Critical Reasoning

Critical reasoning promotes academic excellence, professional expertise, and informed citizenship.

3 credit hours | Critical Reasoning is the second course in a two-semester sequence required for students in every field of study.

students in class

The Value of Critical Reasoning

Upon skills gained from WRTR 1312, students analyze arguments based on the conventions of logic and coherence, recognize patterns of cause and effect, discern strong from weak conclusions, and become information literate.

Student Learning Outcome

Students will demonstrate university-level critical reasoning proficiencies through written expression.

Requirement Details

 Students will:

  1. Students will state clearly and describe comprehensively an issue or problem to be critically considered.
  2. Students will draw, cite, and apply evidence from multiple, highly credible sources.
  3. Students will articulate and defend a position with compelling arguments.
  4. Students will offer a thorough exploration and demonstrate a nuanced understanding of the conclusions drawn through critical consideration of a problem or issue.


Courses in this category:

  1. Courses in this category have a sustained focus on the development of the skill of critical reasoning as expressed in written form.
  2. Courses in this category provide multiple opportunities for formal, out-of-class drafting and substantial revision, based on closely commented instructor feedback, totaling 4500 to 6000 words of writing. (The equivalent of approximately 1520 full pages of 12-point, double-spaced text, not including tables, figures, illustrations, bibliographies, and other extra-textual components.)
  3. Courses in this category cultivate skills of information literacy to locate, evaluate, and use source materials that are reliable and relevant.

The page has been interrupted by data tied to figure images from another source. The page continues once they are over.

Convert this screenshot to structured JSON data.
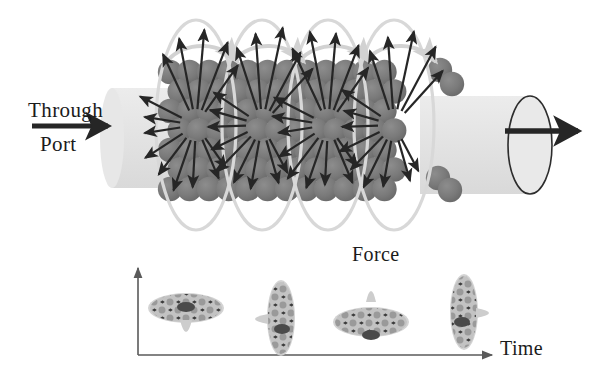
{
  "figure": {
    "background": "#ffffff"
  },
  "labels": {
    "through": "Through",
    "port": "Port",
    "force": "Force",
    "time": "Time"
  },
  "colors": {
    "sphere": "#7a7a7a",
    "sphere_edge": "#6d6d6d",
    "cylinder": "#e2e2e2",
    "loop_ring": "#d8d8d8",
    "arrow_dark": "#262626",
    "arrow_light": "#d2d2d2",
    "axis": "#5a5a5a",
    "text": "#1b1b1b"
  },
  "chart_data": {
    "type": "scatter",
    "title": "",
    "xlabel": "Time",
    "ylabel": "",
    "grid": false,
    "legend": null,
    "x": [
      1,
      2,
      3,
      4
    ],
    "categories": [
      "t1",
      "t2",
      "t3",
      "t4"
    ],
    "series": [
      {
        "name": "particle orientation",
        "values": [
          "horizontal",
          "vertical",
          "horizontal",
          "vertical"
        ]
      }
    ],
    "annotations": [
      "Force",
      "Time"
    ]
  },
  "main_diagram": {
    "inlet_label": "Through Port",
    "inlet_arrow": "right-arrow",
    "outlet_arrow": "right-arrow",
    "cross_section_count": 4,
    "force_vector_label": "Force",
    "sphere_columns": 12,
    "sphere_rows": 7
  },
  "timeline": {
    "axis_x_label": "Time",
    "item_count": 4,
    "orientations": [
      "wide",
      "tall",
      "wide",
      "tall"
    ]
  }
}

In addressing the importance of using sources critically and appropriately, courses in this category address issues relating to the attribution of sources and plagiarism.
  4. Courses in this category utilize pedagogical materials (textbooks, websites, published articles, etc.) specifically focused on the teaching of critical reasoning skills (e.g. cognitive biases, evidence, logical fallacies, argumentation, scientific method) as relevant to the discipline.
  5. Courses in this category include, as a final assessment, an individually assigned, written, thesis-driven, research-based paper with annotated bibliography that requires students to demonstrate each of the skills in the Critical Reasoning Assessment Rubric.